This is the nominative singular case, used to name what you are talking about in a sentence. The association of genders and declensions is accidental. The declension of a noun is determined by the spelling of the word, usually the final vowel of the stem, not its gender or meaning.

As the cases change, the radius declines from a vertical position to a horizontal one, so the process is called declension. The word "case" itself comes from casus, -us or "falling" (fourth declension). Greek geometers thought of the cases of nouns as radii in a circle, with the "independent" nominative and vocative cases a vertical radius, casus recti, with the other cases inclined more and more in the first quadrant, the casus obliqui or dependent cases, that had to lean on something. Subjecting a noun to inflection is called declension. All these words are connected by undergoing the same inflections. There are also pronouns, which merely point out without describing, such as ego (I) or tu (thou). The classification is not exclusive, and one word can be either. The two big classes of nouns are the noun-substantives (usually called simply nouns) that describe a thing, and noun-adjectives (usually called simply adjectives) that describe qualities of things. Each case corresponds to a different role of the word in a sentence, and is very important. Nouns, therefore, are much less complicated than verbs. The endings of nouns show number (singular or plural), gender (masculine, feminine, or neuter), and case (nominative, genitive, dative, accusative, or ablative).
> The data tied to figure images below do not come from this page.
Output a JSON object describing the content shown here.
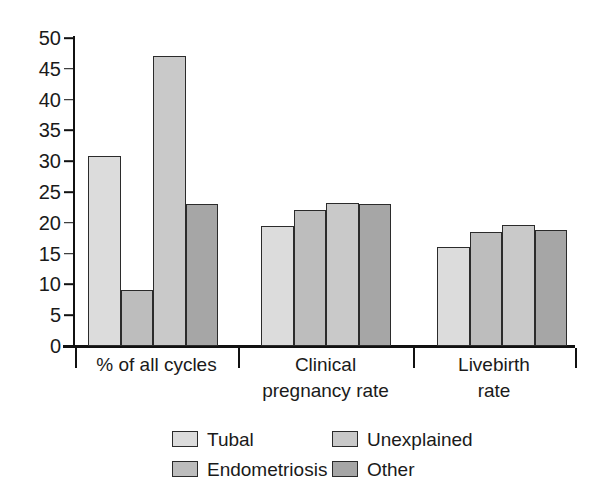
{
  "chart_data": {
    "type": "bar",
    "title": "",
    "subtitle": "",
    "xlabel": "",
    "ylabel": "",
    "ylim": [
      0,
      50
    ],
    "yticks": [
      0,
      5,
      10,
      15,
      20,
      25,
      30,
      35,
      40,
      45,
      50
    ],
    "ytick_labels": [
      "0",
      "5",
      "10",
      "15",
      "20",
      "25",
      "30",
      "35",
      "40",
      "45",
      "50"
    ],
    "grid": false,
    "legend_position": "bottom",
    "categories": [
      "% of all cycles",
      "Clinical\npregnancy rate",
      "Livebirth\nrate"
    ],
    "series": [
      {
        "name": "Tubal",
        "color": "#dcdcdc",
        "values": [
          30.8,
          19.5,
          16.1
        ]
      },
      {
        "name": "Endometriosis",
        "color": "#bdbdbd",
        "values": [
          9.1,
          22.1,
          18.5
        ]
      },
      {
        "name": "Unexplained",
        "color": "#c9c9c9",
        "values": [
          47.0,
          23.2,
          19.7
        ]
      },
      {
        "name": "Other",
        "color": "#a6a6a6",
        "values": [
          23.0,
          23.0,
          18.8
        ]
      }
    ]
  },
  "legend": {
    "items": [
      {
        "label": "Tubal",
        "swatch": "#dcdcdc"
      },
      {
        "label": "Unexplained",
        "swatch": "#c9c9c9"
      },
      {
        "label": "Endometriosis",
        "swatch": "#bdbdbd"
      },
      {
        "label": "Other",
        "swatch": "#a6a6a6"
      }
    ]
  }
}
The nominative singular of these adjectives is also often marked for gender in various ways.Ī small class of adjectives follows the "pronomial declension", described below.The phrase in the last lesson says: "Now you are demanding water from pumice," or "blood from a turnip" in the modern vernacular.

The other class for adjectives (called the "third declension") is similar to the third class for nouns, with the important difference that nearly all these adjectives form the ablative singular in -i, not in -e. Neuter adjectives of this class follow the pattern for o class neuter nouns. The first (called the "first and second declension") combines the a and o declensions of nouns, with the a endings added when the adjective is feminine, and the o forms for masculines.
#ACCUSATIVE SINGULAR LATIN ENDINGS FULL#
This declension class is the last to develop in Latin the only nouns that have the full declension are dies and fides.Īdjectives are divided into two declension classes. Finally, some consonantal nouns have the nominative singular ending "-s" (like rex - king, which originally was regs). Of these, some use the raw stem instead (as with sol - sun), and some have a special contracted form (like natio - people, tribe). Some nouns of this class don't have a particular ending for nominative singular. This class comprises nouns whose stem ends in a consonant.
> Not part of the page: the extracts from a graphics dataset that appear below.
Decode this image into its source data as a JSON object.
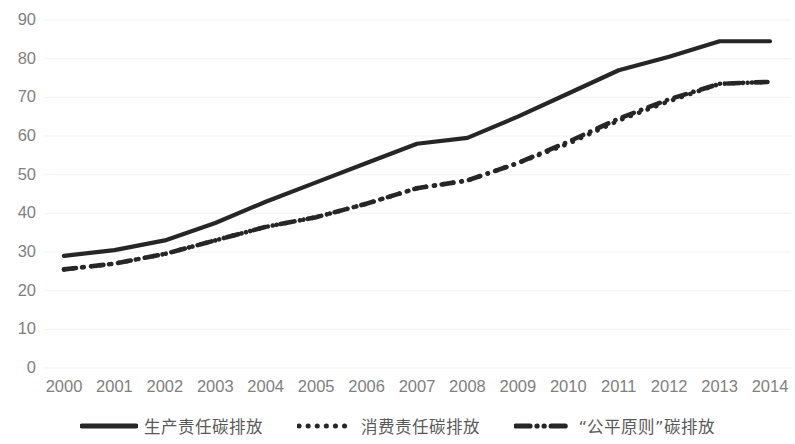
{
  "chart_data": {
    "type": "line",
    "title": "",
    "xlabel": "",
    "ylabel": "",
    "categories": [
      "2000",
      "2001",
      "2002",
      "2003",
      "2004",
      "2005",
      "2006",
      "2007",
      "2008",
      "2009",
      "2010",
      "2011",
      "2012",
      "2013",
      "2014"
    ],
    "x": [
      2000,
      2001,
      2002,
      2003,
      2004,
      2005,
      2006,
      2007,
      2008,
      2009,
      2010,
      2011,
      2012,
      2013,
      2014
    ],
    "ylim": [
      0,
      90
    ],
    "xlim": [
      2000,
      2014
    ],
    "y_ticks": [
      0,
      10,
      20,
      30,
      40,
      50,
      60,
      70,
      80,
      90
    ],
    "y_tick_labels": [
      "0",
      "10",
      "20",
      "30",
      "40",
      "50",
      "60",
      "70",
      "80",
      "90"
    ],
    "grid": true,
    "grid_axis": "y",
    "legend_position": "bottom",
    "series": [
      {
        "name": "生产责任碳排放",
        "style": "solid",
        "color": "#262626",
        "values": [
          29.0,
          30.5,
          33.0,
          37.5,
          43.0,
          48.0,
          53.0,
          58.0,
          59.5,
          65.0,
          71.0,
          77.0,
          80.5,
          84.5,
          84.5
        ]
      },
      {
        "name": "消费责任碳排放",
        "style": "dotted",
        "color": "#262626",
        "values": [
          25.5,
          27.0,
          29.5,
          33.0,
          36.5,
          39.0,
          42.5,
          46.5,
          48.5,
          53.0,
          58.0,
          64.0,
          69.0,
          73.5,
          74.0
        ]
      },
      {
        "name": "“公平原则”碳排放",
        "style": "dash-dot",
        "color": "#262626",
        "values": [
          25.5,
          27.0,
          29.5,
          33.0,
          36.5,
          39.0,
          42.5,
          46.5,
          48.5,
          53.0,
          58.5,
          64.5,
          69.5,
          73.5,
          74.0
        ]
      }
    ]
  },
  "legend": {
    "items": [
      {
        "label": "生产责任碳排放",
        "style": "solid"
      },
      {
        "label": "消费责任碳排放",
        "style": "dotted"
      },
      {
        "label": "“公平原则”碳排放",
        "style": "dash-dot"
      }
    ]
  },
  "colors": {
    "series_line": "#262626",
    "grid_line": "#f2f2f2",
    "tick_label": "#7f7f7f",
    "legend_label": "#595959",
    "background": "#ffffff"
  }
}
Nouns of this class are divided into two subcategories according to the ending of their stems. Greek words ending in -eus are declined like regular nouns ending in -us, with the single exception that the vocative singular is formed by appending -u to the "stem" (as in Orpheus - Orpheu) These are: gener ( son-in-law), socer ( father-in-law), puer ( boy), vesper ( evening) and liberi ( children - only occurs in plural forms). There are however some words, where the e belongs to the stem proper and can't be omitted. Note that the e in the nominative singular form is just an insertion to ease pronunciation and is omitted in all other forms.